When your Chase account gets hacked, Chase has a fraud department. They reverse the transaction. They restore your balance. They mail you a new card. The entire system is built on the assumption that you will make mistakes, and it absorbs them on your behalf.
Crypto has none of that.
Every transaction on the blockchain is permanent and irreversible. There is no fraud department to call. No dispute process. No FDIC insurance. If someone drains your wallet whether through a phishing attack, a SIM swap, malware on your device, or your own mistake that money is gone. Permanently. The blockchain doesn’t care.
This isn’t a flaw in the design. It’s a feature. The same finality that makes crypto transactions impossible to reverse by a hacker also makes them impossible to reverse by a government, a bank, or an ex-spouse’s attorney. But it means the responsibility for security falls entirely on you, from day one.
The numbers make this concrete. Americans lost $9.3 billion to crypto scams in 2024 alone, according to FBI reports. In the first half of 2025, another $3.1 billion disappeared. And the attacks are getting more sophisticated every year AI-generated phishing emails that read perfectly, deepfake videos of exchange executives, and SIM swap operations run by organized criminal networks.
This guide gives you the exact framework to not become one of those statistics.
Before you can defend against something, you need to understand what you’re defending against. These are the five attack vectors responsible for the overwhelming majority of crypto losses in 2026.
Phishing is still the number one attack vector but it’s unrecognizable compared to five years ago. Forget the broken English and obvious typos. In 2026, AI tools allow criminals to generate flawless emails that look exactly like official communications from Coinbase, Ledger, or the IRS. They clone websites pixel-by-pixel. They create fake browser extensions that mimic MetaMask. They send text messages that appear to come from numbers you’ve contacted before.
The goal is always the same: get you to enter your seed phrase or private key somewhere they control. Once that happens, your wallet is empty within minutes. Phishing campaigns extracted $2.4 billion worldwide in 2025 through email and SMS deception alone.
This one surprises most beginners. A SIM swap attack doesn’t involve hacking your phone or wallet directly. Instead, an attacker calls your mobile carrier AT&T, Verizon, T-Mobile armed with enough of your personal information (often bought from data breaches) to convince a customer service rep to transfer your phone number to a SIM card they control.

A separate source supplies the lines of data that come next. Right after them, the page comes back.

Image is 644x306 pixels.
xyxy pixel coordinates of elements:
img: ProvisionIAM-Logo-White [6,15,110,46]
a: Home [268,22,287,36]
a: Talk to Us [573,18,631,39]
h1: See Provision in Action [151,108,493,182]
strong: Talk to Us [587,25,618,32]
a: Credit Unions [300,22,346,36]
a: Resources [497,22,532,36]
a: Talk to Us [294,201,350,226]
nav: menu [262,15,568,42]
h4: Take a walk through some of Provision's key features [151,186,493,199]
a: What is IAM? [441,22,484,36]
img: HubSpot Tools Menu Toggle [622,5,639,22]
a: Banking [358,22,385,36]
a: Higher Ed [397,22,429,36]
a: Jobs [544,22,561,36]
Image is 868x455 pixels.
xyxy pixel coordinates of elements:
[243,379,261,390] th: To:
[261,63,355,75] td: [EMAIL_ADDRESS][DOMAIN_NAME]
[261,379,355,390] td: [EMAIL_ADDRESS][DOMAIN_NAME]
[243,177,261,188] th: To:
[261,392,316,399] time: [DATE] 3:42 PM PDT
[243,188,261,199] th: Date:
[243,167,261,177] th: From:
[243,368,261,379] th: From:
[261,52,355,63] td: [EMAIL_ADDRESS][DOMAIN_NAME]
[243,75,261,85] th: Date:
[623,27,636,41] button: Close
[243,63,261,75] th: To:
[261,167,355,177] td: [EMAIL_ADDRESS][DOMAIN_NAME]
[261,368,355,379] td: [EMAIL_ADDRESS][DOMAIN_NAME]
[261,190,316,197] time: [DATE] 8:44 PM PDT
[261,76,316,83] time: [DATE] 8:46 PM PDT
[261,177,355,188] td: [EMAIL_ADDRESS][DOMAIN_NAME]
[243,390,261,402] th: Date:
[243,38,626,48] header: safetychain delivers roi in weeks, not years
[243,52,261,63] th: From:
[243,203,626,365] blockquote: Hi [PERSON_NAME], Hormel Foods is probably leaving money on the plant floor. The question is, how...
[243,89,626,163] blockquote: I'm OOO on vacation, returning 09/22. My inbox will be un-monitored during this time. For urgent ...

Once they have your number, they can intercept SMS-based two-factor authentication codes and reset the passwords to your crypto exchange accounts. In 2025, SIM swap attacks caused $410 million in losses targeting crypto holders specifically. High-profile victims have included tech executives, crypto founders, and even OpenAI’s CTO. The fix is straightforward but most people don’t apply it until after they’ve been hit.
Malware that specifically targets crypto holders has evolved into a professional industry. “Wallet drainer” software sold as a service to criminals on dark web forums can automatically scan your browser for crypto wallet extensions, identify your holdings, and sign malicious transactions without you noticing until your balance is zero. These attacks often arrive through fake airdrop sites, malicious browser extensions, cracked software downloads, or compromised links shared in Discord and Telegram groups.
Critically: 43.8% of all stolen cryptocurrency in 2025 came from private key compromises, many of which involved malware. A hardware wallet eliminates this attack vector entirely because the private key never touches your internet-connected device.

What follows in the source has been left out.